From the time he was a small boy, George Müller’s father had intended that he would one day become a clergyman. But Müller resisted that notion violently. As a young man, he squandered one opportunity after another in drunkeness, thieving, fornication, cheating, and lying. On several different occasions, he was arrested and jailed. Yet his father never doubted.
When he went away to study at the university, a friend introduced him to a prayer meeting. There, he came under heavy conviction and was powerfully converted. He suddenly had an insatiable hunger for Scripture. Though he found it difficult to throw off his old habits all at once, he made a valiant effort and he was eventually able to effectually renounce the evils that had such a grip on him for so long. For the sake of Christ, he burnt a novel he was writing. He even renounced the stipend his father supplied him, believing it wrong to accept it since his father opposed the various schemes for mission work he now proposed to do.
Eventually Müller became a pastor and he focused his ministry on the care of the poorest of the poor. He taught his parishioners principles of Biblical stewardship—each was to give as God laid on his or her heart. He placed an offering box at the back of the church where they could give in sight of God alone. He made it a habit to make the church’s needs known to God, and God alone. When he married, he and his wife sold all they had and gave the proceeds to the poor.
His concern for the poor led him to build a network of orphanages. And again, he determined that the work would proceed entirely on faith. He prayed for every penny, never announcing his needs. At every turn, God gave him great success.
On this day in 1834, Müller and his friend Henry Craik announced their intention to form a new missionary society. It was to be called the "Scripture Knowledge Institution for Home and Abroad." The grand name and bold vision of the new organization belied the fact that the two men had no money whatsoever and they had no visible means of raising the necessary support for the scheme. Indeed, true to form they had determined ahead of time that they would not seek out donations, would not accept donations from non-Christians, and would not incur any indebtedness.
Nevertheless, the little venture the men intended to aid inner-city Sunday Schools, circulate the Scriptures to the poor, and provide support for missionaries abroad was soon thriving. Within just a few short years it had obtained a world-wide influence and was counted among the most successful Christian organizations anywhere.
Müller always believed that his great faith against all odds was rooted in the great faith of his father—who believed that he would one day serve Christ despite all evidence to the contrary.
I'd like to read more about Muller... can you recommend a good biography?
ReplyDeleteChristian Focus has a series of fine biographies--and one of them is "George Muller: Delighted in God," by Roger Steer. Highly recommended. The old classic biography by Arthur Pierson is harder to find but is also recommended.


Problem description:
Pictures are to be omitted, and every entry below is to be restated exactly.

Entries provided:
━━━━━━━━━━━━━━━━

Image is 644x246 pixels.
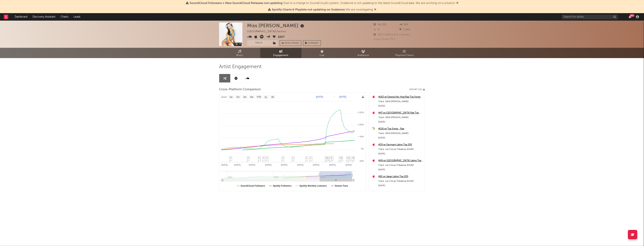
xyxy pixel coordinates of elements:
[71,13,83,21] a: Leads
[326,157,327,159] span: 1
[257,96,261,99] text: YTD
[279,40,301,46] a: Benchmark
[219,64,261,69] span: Artist Engagement
[247,22,305,29] div: Miss [PERSON_NAME]
[271,96,274,99] text: All
[629,15,631,18] button: 99+
[303,40,321,46] button: Summary
[329,163,336,166] text: [DATE]
[357,111,364,113] text: + 150%
[299,184,327,187] text: Spotify Monthly Listeners
[221,163,228,166] text: [DATE]
[310,157,311,159] span: 1
[374,38,395,40] span: Jump Score: 76.0
[339,95,346,98] text: [DATE]
[378,99,423,104] div: Track: NEIN [PERSON_NAME]
[378,120,423,124] div: [DATE]
[297,163,303,166] text: [DATE]
[349,157,350,159] span: 2
[229,96,233,99] text: 1w
[374,8,376,11] span: Dismiss
[399,28,410,31] span: 1.063
[395,53,414,58] span: Playlists/Charts
[265,163,271,166] text: [DATE]
[378,104,423,108] div: [DATE]
[316,95,323,98] text: [DATE]
[378,147,423,151] div: Track: Las Chicas Tribaleras (DGAF)
[243,96,246,99] text: 3m
[329,157,331,159] span: 1
[236,53,243,58] span: Music
[378,179,423,183] div: Track: Las Chicas Tribaleras (DGAF)
[378,136,423,140] div: [DATE]
[280,163,287,166] text: [DATE]
[331,157,332,159] span: 1
[273,53,288,58] span: Engagement
[378,131,423,136] div: Track: NEIN [PERSON_NAME]
[358,53,369,58] span: Audience
[326,157,327,159] span: 2
[313,163,319,166] text: [DATE]
[219,48,260,58] a: Music
[409,88,425,91] button: Export CSV
[378,143,423,147] div: #39 on Germany Latino Top 200
[12,13,30,21] a: Dashboard
[378,111,423,115] a: #47 on [GEOGRAPHIC_DATA] Rap Top 200
[378,163,423,167] div: Track: Las Chicas Tribaleras (DGAF)
[630,14,634,17] div: 99 +
[273,184,292,187] text: Spotify Followers
[260,48,301,58] a: Engagement
[301,48,343,58] a: Live
[241,184,265,187] text: SoundCloud Followers
[378,167,423,172] div: [DATE]
[347,157,348,159] span: 2
[189,2,283,5] span: SoundCloud Followers + New SoundCloud Releases not updating
[272,8,373,11] span: : We are investigating
[189,2,455,5] span: : Due to a change to SoundCloud's system, Sodatone is not updating to the latest SoundCloud data....
[374,34,411,36] span: 539.033 Monthly Listeners
[378,183,423,188] div: [DATE]
[399,23,408,26] span: 350
[267,157,268,159] span: 1
[249,163,255,166] text: [DATE]
[282,157,283,159] span: 1
[378,190,423,195] a: Release: Las Chicas Tribaleras (DGAF)
[30,13,58,21] a: Discovery Assistant
[335,184,348,187] text: Deezer Fans
[353,157,354,159] span: 2
[378,158,423,163] a: #49 on [GEOGRAPHIC_DATA] Latino Top 200
[219,87,261,92] span: Cross-Platform Comparison
[234,163,241,166] text: [DATE]
[319,53,324,58] span: Live
[278,35,285,39] button: Edit
[247,157,249,159] span: 1
[384,48,425,58] a: Playlists/Charts
[340,157,341,159] span: 1
[357,124,364,126] text: + 100%
[306,157,307,159] span: 1
[378,174,423,179] a: #81 on Japan Latino Top 200
[359,160,364,162] text: -50%
[236,96,240,99] text: 1m
[58,13,71,21] a: Charts
[352,157,353,159] span: 1
[263,157,264,159] span: 1
[308,42,319,44] span: Summary
[265,96,267,99] text: 1y
[333,95,335,98] text: →
[247,29,291,34] div: [GEOGRAPHIC_DATA] | Techno
[378,115,423,120] div: Track: NEIN [PERSON_NAME]
[378,127,423,131] a: #116 on Top Songs - Rap
[562,14,617,19] input: Search for artists
[374,23,386,26] span: 46.353
[250,96,253,99] text: 6m
[221,96,227,99] text: Zoom
[378,95,423,99] a: #163 on Estonia Hip-Hop/Rap Top Songs
[292,157,293,159] span: 1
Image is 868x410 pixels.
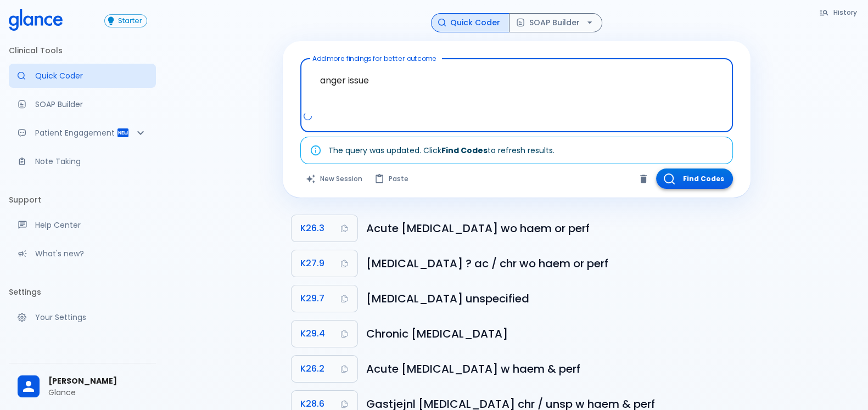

━━━━━━━━━━━━━━━━

Answer space:
Image is 644x246 pixels.
xyxy pixel coordinates of elements:
[71,13,83,21] a: Leads
[326,157,327,159] span: 1
[257,96,261,99] text: YTD
[279,40,301,46] a: Benchmark
[219,64,261,69] span: Artist Engagement
[247,22,305,29] div: Miss [PERSON_NAME]
[271,96,274,99] text: All
[629,15,631,18] button: 99+
[303,40,321,46] button: Summary
[329,163,336,166] text: [DATE]
[357,111,364,113] text: + 150%
[299,184,327,187] text: Spotify Monthly Listeners
[221,163,228,166] text: [DATE]
[310,157,311,159] span: 1
[374,38,395,40] span: Jump Score: 76.0
[339,95,346,98] text: [DATE]
[378,99,423,104] div: Track: NEIN [PERSON_NAME]
[378,120,423,124] div: [DATE]
[297,163,303,166] text: [DATE]
[349,157,350,159] span: 2
[229,96,233,99] text: 1w
[374,8,376,11] span: Dismiss
[399,28,410,31] span: 1.063
[395,53,414,58] span: Playlists/Charts
[265,163,271,166] text: [DATE]
[378,104,423,108] div: [DATE]
[316,95,323,98] text: [DATE]
[378,147,423,151] div: Track: Las Chicas Tribaleras (DGAF)
[243,96,246,99] text: 3m
[329,157,331,159] span: 1
[236,53,243,58] span: Music
[378,179,423,183] div: Track: Las Chicas Tribaleras (DGAF)
[378,136,423,140] div: [DATE]
[280,163,287,166] text: [DATE]
[331,157,332,159] span: 1
[273,53,288,58] span: Engagement
[378,131,423,136] div: Track: NEIN [PERSON_NAME]
[358,53,369,58] span: Audience
[326,157,327,159] span: 2
[313,163,319,166] text: [DATE]
[219,48,260,58] a: Music
[409,88,425,91] button: Export CSV
[378,143,423,147] div: #39 on Germany Latino Top 200
[12,13,30,21] a: Dashboard
[378,111,423,115] a: #47 on [GEOGRAPHIC_DATA] Rap Top 200
[378,163,423,167] div: Track: Las Chicas Tribaleras (DGAF)
[630,14,634,17] div: 99 +
[273,184,292,187] text: Spotify Followers
[260,48,301,58] a: Engagement
[301,48,343,58] a: Live
[241,184,265,187] text: SoundCloud Followers
[378,167,423,172] div: [DATE]
[347,157,348,159] span: 2
[189,2,283,5] span: SoundCloud Followers + New SoundCloud Releases not updating
[272,8,373,11] span: : We are investigating
[189,2,455,5] span: : Due to a change to SoundCloud's system, Sodatone is not updating to the latest SoundCloud data....
[374,34,411,36] span: 539.033 Monthly Listeners
[378,183,423,188] div: [DATE]
[399,23,408,26] span: 350
[267,157,268,159] span: 1
[249,163,255,166] text: [DATE]
[282,157,283,159] span: 1
[378,190,423,195] a: Release: Las Chicas Tribaleras (DGAF)
[30,13,58,21] a: Discovery Assistant
[335,184,348,187] text: Deezer Fans
[353,157,354,159] span: 2
[378,158,423,163] a: #49 on [GEOGRAPHIC_DATA] Latino Top 200
[219,87,261,92] span: Cross-Platform Comparison
[234,163,241,166] text: [DATE]
[319,53,324,58] span: Live
[278,35,285,39] button: Edit
[247,157,249,159] span: 1
[384,48,425,58] a: Playlists/Charts
[340,157,341,159] span: 1
[357,124,364,126] text: + 100%
[306,157,307,159] span: 1
[378,174,423,179] a: #81 on Japan Latino Top 200
[359,160,364,162] text: -50%
[236,96,240,99] text: 1m
[58,13,71,21] a: Charts
[352,157,353,159] span: 1
[263,157,264,159] span: 1
[308,42,319,44] span: Summary
[265,96,267,99] text: 1y
[333,95,335,98] text: →
[247,29,291,34] div: [GEOGRAPHIC_DATA] | Techno
[378,115,423,120] div: Track: NEIN [PERSON_NAME]
[378,127,423,131] a: #116 on Top Songs - Rap
[562,14,617,19] input: Search for artists
[374,23,386,26] span: 46.353
[250,96,253,99] text: 6m
[221,96,227,99] text: Zoom
[378,95,423,99] a: #163 on Estonia Hip-Hop/Rap Top Songs
[292,157,293,159] span: 1
Image is 868x410 pixels.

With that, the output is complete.